You can’t make this stuff up.
That's right. Truth is better than fiction when we are talking about El Chapo!
Beyond telenovelas or films or maybe an audiobook read by El Chapo himself, there are some serious issues here for Mexico and the U.S.
Let me remind you that we are talking about a man who makes Al Capone look like a Boy Scout leader. El Chapo is responsible for the deaths of many innocent Mexicans who happened to be drinking coffee or walking in the park at the wrong time. In simple language, El Chapo is a ruthless killer, or the kind of person who'd get the death sentence in Texas.
So let's get him up here as soon as possible.
First, El Chapo is a bank of information that U.S. authorities are desperate to start drawing from. He probably knows about the financial infrastructure of many cartels. He could easily identify a handful of companies in Mexico who are laundering cartel money. It could be a mortal blow to his own cartel.
Second, El Chapo will likely be killed in Mexico if he stays there much longer. Cartels in Mexico know that El Chapo will turn on them, especially in exchange for a lighter term or privileges such as seeing his U.S.-born children more frequently. Cartels in Mexico fight each other for territory and profits. They kill each other daily.

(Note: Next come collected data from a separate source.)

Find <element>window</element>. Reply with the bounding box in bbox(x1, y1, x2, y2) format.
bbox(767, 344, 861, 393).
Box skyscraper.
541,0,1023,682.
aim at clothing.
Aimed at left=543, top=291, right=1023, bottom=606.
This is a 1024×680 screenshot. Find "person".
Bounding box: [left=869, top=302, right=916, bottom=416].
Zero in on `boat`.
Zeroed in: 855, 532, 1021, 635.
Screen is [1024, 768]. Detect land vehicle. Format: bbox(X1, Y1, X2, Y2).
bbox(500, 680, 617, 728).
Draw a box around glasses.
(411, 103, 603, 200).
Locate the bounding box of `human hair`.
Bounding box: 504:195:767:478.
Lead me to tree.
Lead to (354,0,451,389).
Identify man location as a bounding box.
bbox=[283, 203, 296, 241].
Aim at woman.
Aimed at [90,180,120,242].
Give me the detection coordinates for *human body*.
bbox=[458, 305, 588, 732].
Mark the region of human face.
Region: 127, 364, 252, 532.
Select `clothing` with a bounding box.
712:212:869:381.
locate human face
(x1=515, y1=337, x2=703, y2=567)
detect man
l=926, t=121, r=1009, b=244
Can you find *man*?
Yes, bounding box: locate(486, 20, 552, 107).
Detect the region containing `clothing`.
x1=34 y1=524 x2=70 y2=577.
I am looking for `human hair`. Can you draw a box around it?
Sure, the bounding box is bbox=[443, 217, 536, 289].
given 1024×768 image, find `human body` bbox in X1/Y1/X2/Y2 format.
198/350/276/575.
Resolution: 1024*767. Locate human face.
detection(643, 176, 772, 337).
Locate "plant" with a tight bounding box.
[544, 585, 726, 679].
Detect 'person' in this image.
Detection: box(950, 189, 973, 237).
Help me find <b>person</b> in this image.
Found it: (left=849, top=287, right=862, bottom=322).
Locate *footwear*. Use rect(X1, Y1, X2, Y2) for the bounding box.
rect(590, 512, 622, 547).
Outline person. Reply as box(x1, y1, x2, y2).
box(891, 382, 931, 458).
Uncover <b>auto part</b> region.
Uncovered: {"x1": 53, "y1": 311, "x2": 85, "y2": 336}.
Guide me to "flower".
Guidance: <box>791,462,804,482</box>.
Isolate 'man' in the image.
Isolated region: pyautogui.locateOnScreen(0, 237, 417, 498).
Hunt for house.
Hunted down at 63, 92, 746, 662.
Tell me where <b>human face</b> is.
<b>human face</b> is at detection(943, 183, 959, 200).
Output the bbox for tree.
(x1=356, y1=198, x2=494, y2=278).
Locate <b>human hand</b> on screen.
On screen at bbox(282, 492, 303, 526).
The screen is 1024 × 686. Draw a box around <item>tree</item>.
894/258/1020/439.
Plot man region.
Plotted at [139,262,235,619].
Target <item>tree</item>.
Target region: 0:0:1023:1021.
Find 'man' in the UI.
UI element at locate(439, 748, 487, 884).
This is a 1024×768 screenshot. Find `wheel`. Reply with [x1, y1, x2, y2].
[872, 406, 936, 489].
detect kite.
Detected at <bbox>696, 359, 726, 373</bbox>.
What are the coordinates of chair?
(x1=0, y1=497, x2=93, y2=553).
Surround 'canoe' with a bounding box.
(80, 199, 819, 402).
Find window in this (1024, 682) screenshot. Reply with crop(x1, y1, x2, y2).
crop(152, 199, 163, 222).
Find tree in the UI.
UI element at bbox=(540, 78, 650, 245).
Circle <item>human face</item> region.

Third, there is a chance that El Chapo will escape again if he stays in Mexico. He did it twice already! Believe me: a third El Chapo escape, and President Enrique Peña-Nieto may be forced to resign.
Fourth, El Chapo would rather spend the rest of his life in a U.S. prison. He won't be killed in Brooklyn, and I'm sure the prison warden will let him watch his own story on TV.
In the meantime, El Chapo and Trump are what Mexico is talking about these days. Maybe some enterprising Mexican will do a telenovela about "El Presidente Trump" meets "El Chapo"!